How Social Ratings Determine Our Choices

In a well-known but scary experiment on the music market, Duncan Watts and a team of Princeton researchers showed in 2006 that the popularity of songs was only very partially related to their appeal and quality – most of it is influenced by our peers’ rating.

Ratings: What drives our choices?
Ratings: What drives our choices?

In this experiment, people were either able to see or not the ratings from others. This created very significant differences in behavior. When rating was present, there was a big “luck premium”: whoever had some good ratings first would emerge as the uncontested winner at the end.

Hence, funny articles such as ‘Is Justin Timberlake a Product of Cumulative Advantage?‘. As mentioned in this paper, “The reason is that when people tend to like what other people like, differences in popularity are subject to what is called “cumulative advantage,” or the “rich get richer” effect. This means that if one object happens to be slightly more popular than another at just the right point, it will tend to become more popular still. As a result, even tiny, random fluctuations can blow up, generating potentially enormous long-run differences among even indistinguishable competitors — a phenomenon that is similar in some ways to the famous “butterfly effect” from chaos theory.” We come back to one of the main characteristics of the Collaborative Age.

There is no way to predict the popularity of your creation. But early support and excellent ratings from your tribe might be a good place to start!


## WORK INSTRUCTION
What is the number of lines below that include "diploma"? Give that number alone.

(Data items)
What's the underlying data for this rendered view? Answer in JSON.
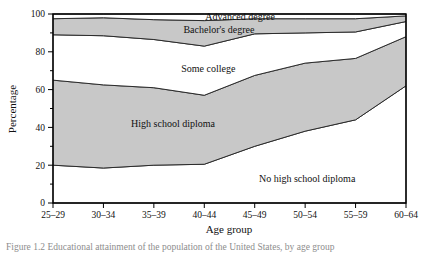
{
  "figure": {
    "caption": "Figure 1.2  Educational attainment of the population of the United States, by age group"
  },
  "chart_data": {
    "type": "area",
    "title": "",
    "subtitle": "",
    "xlabel": "Age group",
    "ylabel": "Percentage",
    "ylim": [
      0,
      100
    ],
    "yticks": [
      0,
      20,
      40,
      60,
      80,
      100
    ],
    "ytick_labels": [
      "0",
      "20",
      "40",
      "60",
      "80",
      "100"
    ],
    "grid": false,
    "legend_position": "inline-band-labels",
    "stacked": true,
    "categories": [
      "25–29",
      "30–34",
      "35–39",
      "40–44",
      "45–49",
      "50–54",
      "55–59",
      "60–64"
    ],
    "series": [
      {
        "name": "No high school diploma",
        "fill": "white",
        "values": [
          20,
          18.5,
          20,
          20.5,
          30,
          38,
          44,
          62
        ],
        "cumulative_top": [
          20,
          18.5,
          20,
          20.5,
          30,
          38,
          44,
          62
        ],
        "label_x_fraction": 0.72,
        "label_y_value": 13
      },
      {
        "name": "High school diploma",
        "fill": "shaded",
        "values": [
          45,
          44,
          41,
          36.5,
          37.5,
          36,
          32.5,
          26
        ],
        "cumulative_top": [
          65,
          62.5,
          61,
          57,
          67.5,
          74,
          76.5,
          88
        ],
        "label_x_fraction": 0.34,
        "label_y_value": 42
      },
      {
        "name": "Some college",
        "fill": "white",
        "values": [
          24,
          26,
          25.5,
          26,
          22,
          16,
          14,
          8
        ],
        "cumulative_top": [
          89,
          88.5,
          86.5,
          83,
          89.5,
          90,
          90.5,
          96
        ],
        "label_x_fraction": 0.44,
        "label_y_value": 71
      },
      {
        "name": "Bachelor's degree",
        "fill": "shaded",
        "values": [
          8.5,
          9.5,
          10.5,
          13.5,
          8,
          7.5,
          7,
          3
        ],
        "cumulative_top": [
          97.5,
          98,
          97,
          96.5,
          97.5,
          97.5,
          97.5,
          99
        ],
        "label_x_fraction": 0.47,
        "label_y_value": 92
      },
      {
        "name": "Advanced degree",
        "fill": "white",
        "values": [
          2.5,
          2,
          3,
          3.5,
          2.5,
          2.5,
          2.5,
          1
        ],
        "cumulative_top": [
          100,
          100,
          100,
          100,
          100,
          100,
          100,
          100
        ],
        "label_x_fraction": 0.53,
        "label_y_value": 98.5
      }
    ]
  }
}
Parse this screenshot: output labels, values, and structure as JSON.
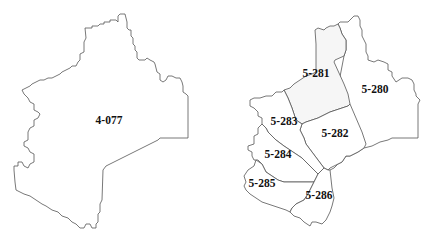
{
  "maps": [
    {
      "name": "before",
      "regions": [
        {
          "id": "4-077",
          "label": "4-077",
          "fill": "#ffffff"
        }
      ]
    },
    {
      "name": "after",
      "regions": [
        {
          "id": "5-280",
          "label": "5-280",
          "fill": "#ffffff"
        },
        {
          "id": "5-281",
          "label": "5-281",
          "fill": "#f6f6f6"
        },
        {
          "id": "5-282",
          "label": "5-282",
          "fill": "#ffffff"
        },
        {
          "id": "5-283",
          "label": "5-283",
          "fill": "#ffffff"
        },
        {
          "id": "5-284",
          "label": "5-284",
          "fill": "#ffffff"
        },
        {
          "id": "5-285",
          "label": "5-285",
          "fill": "#ffffff"
        },
        {
          "id": "5-286",
          "label": "5-286",
          "fill": "#ffffff"
        }
      ]
    }
  ],
  "colors": {
    "border": "#555555",
    "background": "#ffffff",
    "label": "#111111"
  }
}
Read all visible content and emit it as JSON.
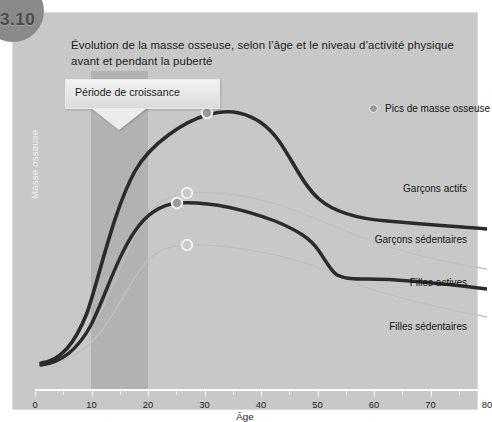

## ANSWER FOR THE TASK
2